Posts Tagged ‘Southern red bishop’
The Breakfast Club
Over the years we’ve belonged to a number of interesting clubs that have contributed greatly to our interests and hobbies. Hiking clubs, birding and sports clubs and the like, but I think that the most rewarding one of all has been our very own breakfast club. Like the others, this one has its share of members who come and go, but Rob and I, being the core and founder members, are always there to keep it going and wherever our path takes us we are assured of a faithful following, hungry and grateful for our contribution to their lives. The members of this club are, of course, our beautiful avian friends that we feed every morning.
We get to know the little quirks and eccentricities of some of the regulars and that’s what makes a club like this so interesting. It really broadens one’s knowledge of temperaments and dominant characters and personalities. And when we move house we get to meet new and different friends and our next club is soon established and vibrant.
Here in Windhoek we have a wonderful pageant of birdies who visit us every morning. Apart from the usual house sparrows and canaries, we get to see a number of very colourful birds. And of course their plumage often changes with the seasons, so we also see them tranforming from their drab winter outfits and developing fine breeding feathers, then strutting their stuff in front of the ladies as they get more beautiful.
Because of the regular supply of seeds and bread, a number of southern masked weavers have built nests in the trees next to our fence. We’ve been able to watch them rearing their babies and launching them into the world (sometimes with disastrous results!) If we could offer crawling and flying insects as well we would have a much wider variety of birds to welcome to our space, but unfortunately that is a little more difficult than buying a packet of seeds or a loaf of bread from the local supermarket!

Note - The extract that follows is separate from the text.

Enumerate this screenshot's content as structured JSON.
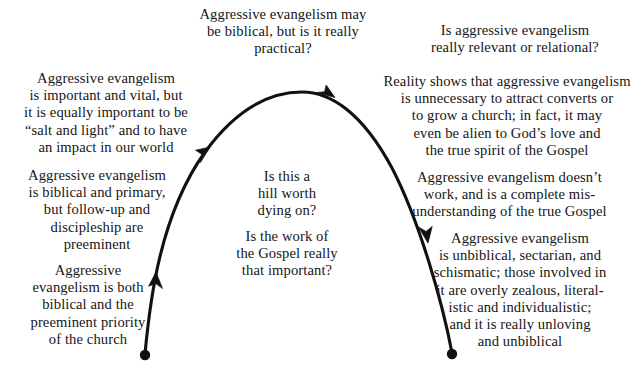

Some of the birds we’ve fed here include :
Bulbuls, blue waxbills, red-headed finches, southern masked weavers, red-billed queleas, rosy-faced lovebirds, southern red bishops, long-tailed paradise whydahs, chestnut weavers, acacia pied barbets, shaft-tailed whydahs, laughing doves, speckled pigeons, pale-winged starlings, great sparrows, canaries, white-browed sparrow weavers. (I’m sure there are a few that have slipped my mind!)
It’s delightful to start the day off watching these beautiful little creatures getting stuck in to their breakfast. Kind of sets a peaceful tone for the rest of the day. An added bonus is that we can photograph them too.
Bird of the week – Week 3 : Southern red bishop
During the hot summer months the reed beds around Windhoek are spotted with small bright red birds with black masks and black bellies that buzz around looking like giant bumblebees, calling in a sizzling “zik-zik-zik”. Making no attempt to hide themselves as they puff their feathers out in a display designed to impress the more numerous females, these are the beautiful male Southern red bishops.
Seemingly proud of their colourful plumage, perhaps celebrating the wonderful transformation from their drab eclipse plumage of winter, the males flaunt themselves over their small territories; as small as 3 square metres in the dense reed beds and up to a hundred times larger than this in the more open grasslands.
This small, short-tailed weaver, just about 12 cms long when fully grown, is common through most of Africa south of the equator. The females are slightly smaller than the males and do not adopt the colourful plumage of the males during the breeding season, remaining rather drab and hard to identify little brown jobs.
The bishops are polygynous and the more successful males can attract up to eight females, and in consequence are kept quite busy building nests. The oval, woven nests are often built over water; the males being responsible for the basic structure, while the lining of the nest is contributed by the female, who will lay 1 to 5 eggs. The bishops are parasitised by the Diderick cuckoo (Chrysococcyx caprius)
Bishops feed mainly on seeds, for which they are well equipped with short heavy bills, but will also take insects and nectar. Gregarious throughout the year, non-breeding flocks can number hundreds of birds, and they are no friends of the farming community when they cause heavy losses to grain crops.
The scientific name for the Southern red bishop is a rather pointless Euplectes orix – Euplectes is from the Greek, meaning “well woven”, presumably referring to their nests, and orix from the Greek meaning “rice”, perhaps referring to the birds diet, which is mainly seeds. Not really descriptive, is it? Especially as the nests are not really well woven when compared to some of the other weavers, and they certainly don’t eat rice in Namibia. Why wasn’t that gorgeous male just called Rufus episcopus – the Red Bishop? Now that would have made sense!